UNDP Accelerator Lab Türkiye (2019–2025): Lessons from Experimentation and Learning
December 31, 2025
The UNDP Accelerator Labs initiative was launched in 2019 with the aim of building a global network of laboratories that could complement traditional project cycles with faster learning loops in the field of development. The goal was to enhance the ability to rethink development in the 21st century and to strengthen capacities for transforming systems, while supporting progress towards the Sustainable Development Goals (SDGs) and the UNDP Strategic Plan.
Within this framework, a more deliberate Research and Development (R&D) approach was adopted. The focus was not only on designing projects, but also on systematically testing new value propositions at local, regional and global levels.
Between 2019 and 2025, UNDP Accelerator Lab Türkiye supported and accompanied a range of initiatives that applied this approach across different themes. Examples include participatory policy design processes, simulation tools that brought climate issues into education, open source mapping efforts to support post-disaster recovery, and artificial intelligence-based early detection initiatives in health. These activities were developed within a culture of experimentation, trial and shared learning.
Field-level insights from the UNDP Accelerator Lab Türkiye
Work carried out with a wide range of stakeholders, across projects of different scales and themes, points to several recurring insights:
1. Locally grounded solutions are more sustainable when they connect to everyday institutional practice
In Türkiye, stronger effects were observed when the methods tested led to changes, even modest ones, in the daily work practices of municipalities, public institutions or local partners. Participatory mapping, debris monitoring, systems thinking in education or co-design workshops generated more value when they contributed to adjustments in areas such as planning datasets, monitoring approaches, or the way institutions interact with neighbourhoods, rather than remaining as standalone project activities.
2. Without investment in institutional capacity, innovative models tend to remain one-off projects
Municipalities, schools, cooperatives and NGOs were able to adopt new models more effectively when their own teams had the time and skills to use the methods introduced. In Türkiye, the continuation of tools beyond the pilot phase depended on clear plans for training, accompaniment and knowledge transfer, and on at least one team within the institution assuming responsibility for carrying the work forward.
3. In resource-constrained contexts, small and carefully designed interventions can have significant effects
Especially in post-earthquake settings and in contexts with limited resources, low-cost but well-designed interventions had a notable impact. Tactical urbanism applications, neighbourhood level maps developed with communities, composting practices and participatory rehabilitation processes often depended less on large budgets and more on appropriate partnerships and designs that took the local context into account.
4. Data helps move discussions from abstract principles to concrete decision points
Debris tracking based on satellite and aerial imagery, mapping of public services and risks, and the collection of qualitative and quantitative data from the field provided a useful framework for determining priorities in complex and time-pressured environments. The Türkiye experience suggests that data can support not only reporting, but also greater transparency, a shared understanding of the situation among stakeholders, and evidence-informed decisions on reconstruction.
5. Models developed jointly by diverse actors can be adapted and applied in other contexts
When municipalities, academia, producer organisations, community initiatives, civil society and volunteer networks worked together, models emerged that would have been more difficult for a single institution to develop alone. Examples such as the agro library or the value chain built around flax production indicate that partnerships with clearly defined roles and regular communication can become reference points that other cities and sectors may adapt to their own circumstances.
Looking ahead
Development work involves understanding multi-actor and interconnected systems that seek to respond to increasingly complex challenges. As the formal phase of UNDP Accelerator Lab Türkiye concludes with the end of 2025, the Lab has provided a view, both in Türkiye and within the global network of Accelerator Labs, of how approaches based on innovation can be designed as part of development practice and how they can relate to supporting progress towards the SDGs. One shared legacy of this work is our contribution to open knowledge. The SDG Commons is a space for data, insights, and practices around the SDGs.
https://sdg-innovation-commons.org/
The global learning network, and the shared memory it has produced from both successes and setbacks, has contributed to a body of knowledge that is available to partners and country offices. The methods developed through the Accelerator Labs Türkiye have created a starting point for future collaboration with institutions that aim to build more adaptive, locally rooted and resilient systems, and they may continue to inform innovation-related work in the coming period.
I would like to close by noting that the contributions of everyone who took part in this process have created a shared memory and learning ground that goes beyond formal titles and project boundaries.
Municipalities, public institutions, civil society organisations, cooperatives, academia, community initiatives and volunteer networks played an important role in the work of this Lab by contributing their time, effort and expertise. Sincere thanks to all partners whose paths crossed with Accelerator Lab Türkiye during the 2019–2025 period.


→ EXERCISE DIRECTIONS:
Print the lines of the entries below from the one with "At what (x,y)" through the final line, exactly as they appear. The pictures are not part of the copy.

→ DATA SUPPLIED:
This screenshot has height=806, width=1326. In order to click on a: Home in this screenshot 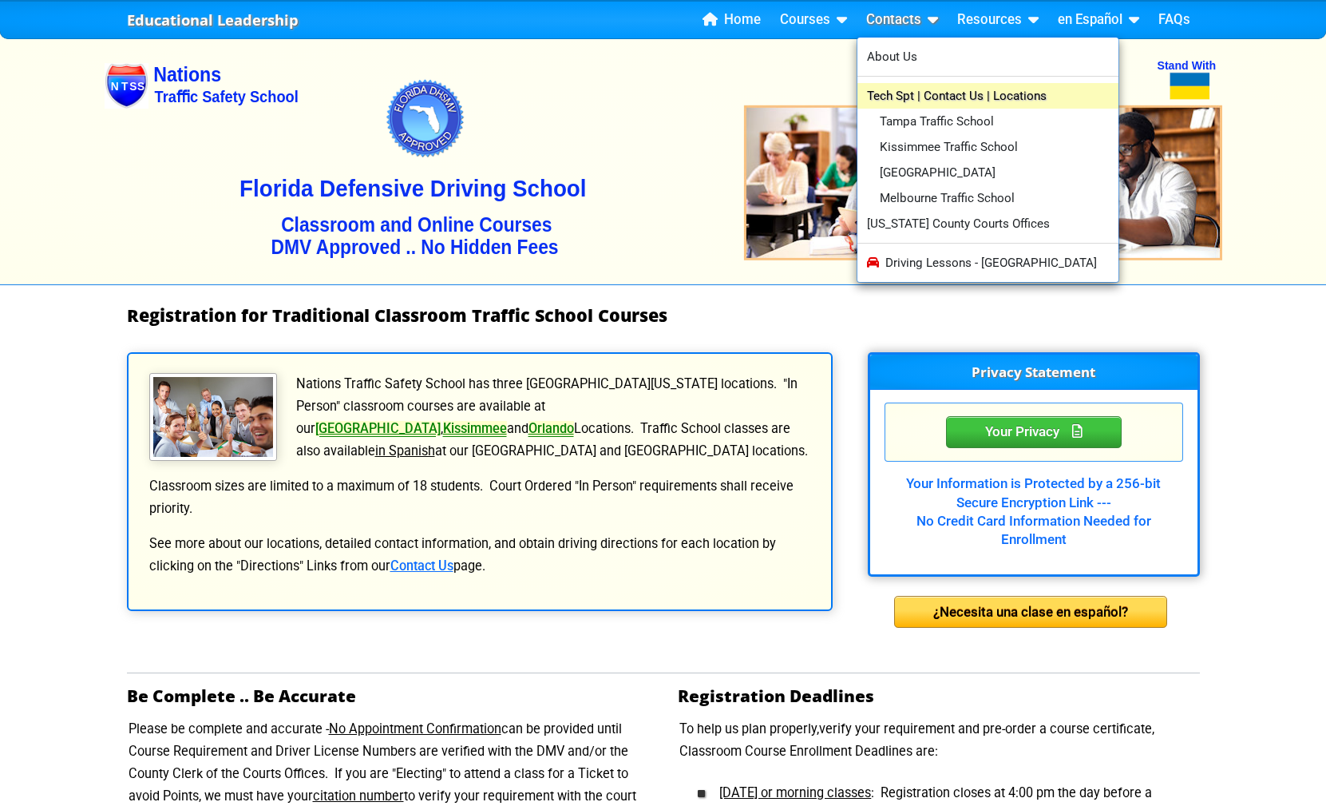, I will do `click(731, 20)`.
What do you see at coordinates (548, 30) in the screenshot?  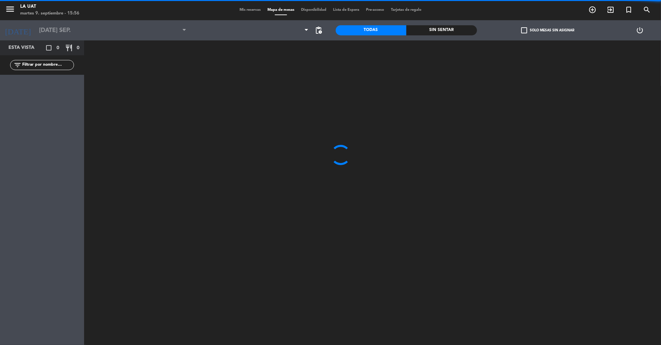 I see `label: Solo mesas sin asignar` at bounding box center [548, 30].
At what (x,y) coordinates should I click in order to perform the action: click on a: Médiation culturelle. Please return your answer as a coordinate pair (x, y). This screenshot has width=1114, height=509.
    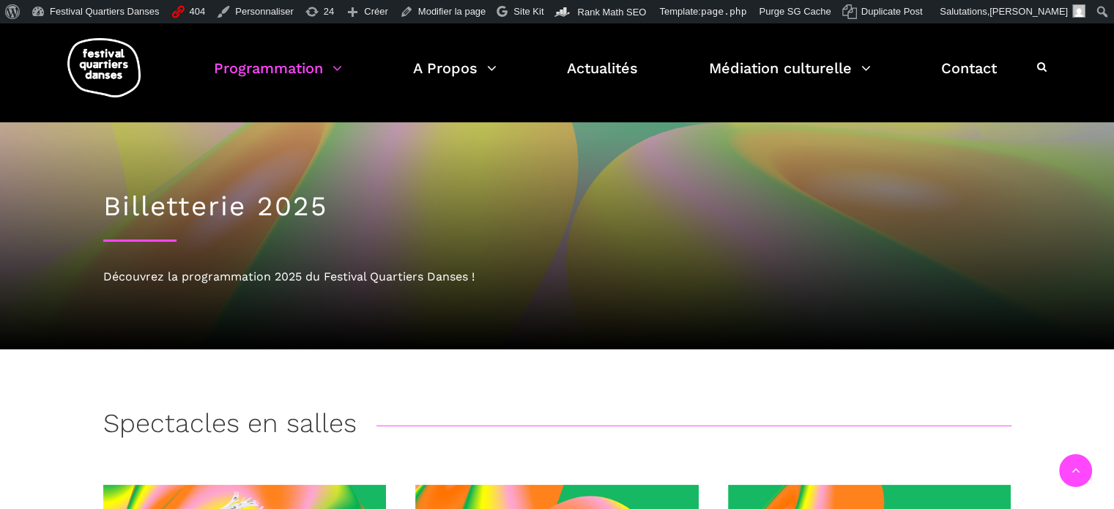
    Looking at the image, I should click on (789, 77).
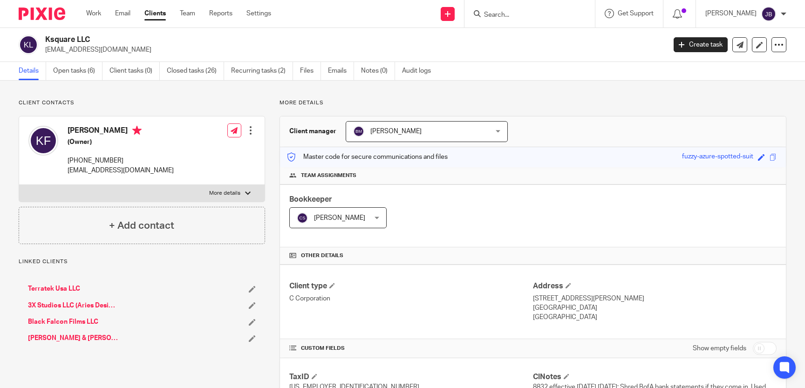  What do you see at coordinates (636, 14) in the screenshot?
I see `span: Get Support` at bounding box center [636, 14].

→ EXERCISE SOLUTION:
At what (x,y) coordinates should I click in order to perform the action: click on a: Médiation culturelle. Please return your answer as a coordinate pair (x, y). This screenshot has width=1114, height=509.
    Looking at the image, I should click on (789, 77).
  What do you see at coordinates (636, 14) in the screenshot?
I see `span: Get Support` at bounding box center [636, 14].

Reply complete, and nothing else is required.